Ultimately, the greatest challenge in this movie was always going to be to find a way to capture the emotions – from the very real and still present racial tensions to the moments of reconciliation and overcoming history. I loved the way the movie portrayed the ongoing tension using the body-guards. And I loved how Eastwood didn’t shy away from depicting the tensions and the difficulties, and also the shared joy and growing friendship, using the bodyguards. Not being a huge movie fan, I don’t know directors or most actors very well but I was impressed with Gran Torino and enjoyed how Eastwood used the same kind of realism here. There was an authenticity which is often hard to create in Hollywood-style movies. It felt normal – or at least, normal for South Africa. I could see in the portrayal all the moments of tension, all the (often unfounded) fears and the joys all South Africans know so well. Because no-one is immune to history and the reality of a country trying to come to terms with a miraculous transition to democracy and all the fears and issues that go with it.

I find it difficult to explain to foreigners exactly what I feel about my country. There are many countries were patriotism is an important value. I always struggle to explain why I feel like what I’m feeling is different. It’s not just that I love my country. I do love my country. But not in the sense that I want to go out and fight for it. I love what my country stands for – the fight not for land or for control but for freedom. I love that South Africa is still going strong, that whatever my problems with the current leadership of the ANC, we have made democracy work. And I love how we got there. I don’t understand South Africans who dismiss our past and want nothing to do with making the country better.

My reaction to this movie wasn’t all about that history. Watching it so far from home, the scenery alone was enough to make me long to return. The images of home. The ordinariness of the dry grass and the dusty townships and the beauty of table mountain. Even the Elwierda bus made me miss it. And the people. Ordinary South Africans doing what ordinary South African do every day. Ordinary people celebrating an extraordinary country.

And then the final. After the build-up of the movie and the energy and the action, the moment was electric. I felt again the thrill and the anxiety. My heart was in my throat. I knew how it would end – I remember the moment – but I still felt the same heart-thumping anticipation. I watched the play, my nails dug into the palms of my hands, on tenter-hooks all over again. And then the final whistle and that moment, the moment that means so much to so many of, when Pienaar raised the Webb Ellis Trophy, the moment of joy and glory when we showed the world (again) that we could overcome expectations.
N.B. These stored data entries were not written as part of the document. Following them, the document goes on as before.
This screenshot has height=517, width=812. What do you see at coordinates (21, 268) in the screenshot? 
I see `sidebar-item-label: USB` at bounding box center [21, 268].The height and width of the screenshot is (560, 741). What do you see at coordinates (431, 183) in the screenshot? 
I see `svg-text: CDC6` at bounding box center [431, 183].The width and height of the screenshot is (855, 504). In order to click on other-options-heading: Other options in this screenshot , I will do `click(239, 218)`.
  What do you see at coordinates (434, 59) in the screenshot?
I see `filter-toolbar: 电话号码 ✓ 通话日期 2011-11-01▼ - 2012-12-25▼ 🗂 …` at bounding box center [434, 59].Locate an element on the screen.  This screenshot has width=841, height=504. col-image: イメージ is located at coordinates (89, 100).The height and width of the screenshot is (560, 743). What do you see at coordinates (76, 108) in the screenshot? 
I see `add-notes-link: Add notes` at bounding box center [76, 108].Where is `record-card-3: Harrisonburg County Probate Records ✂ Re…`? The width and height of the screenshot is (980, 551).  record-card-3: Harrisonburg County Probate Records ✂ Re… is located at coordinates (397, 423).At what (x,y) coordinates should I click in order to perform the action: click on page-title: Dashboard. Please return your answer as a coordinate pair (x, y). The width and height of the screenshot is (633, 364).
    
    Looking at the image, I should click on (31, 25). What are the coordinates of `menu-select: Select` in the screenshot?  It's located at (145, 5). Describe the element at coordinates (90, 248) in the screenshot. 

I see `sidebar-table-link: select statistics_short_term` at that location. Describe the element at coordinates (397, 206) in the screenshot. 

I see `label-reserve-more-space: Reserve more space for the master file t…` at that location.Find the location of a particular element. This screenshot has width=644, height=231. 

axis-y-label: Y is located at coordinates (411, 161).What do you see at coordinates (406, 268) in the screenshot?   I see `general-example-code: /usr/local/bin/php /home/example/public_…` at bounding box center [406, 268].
That moment that is a symbol of so much to so many.

It’s strange to have a movie capture something so personal and so real. Not everything was 100% accurate but it was close enough to evoke all the emotions of 1995. Each song, each moment, each image of the South African landscape and the springbok jersey was a reminder of how amazing my country is and how much I love it and look forward to being home and sharing my days with people who share the history and the culture and the love of a game that brought us all together.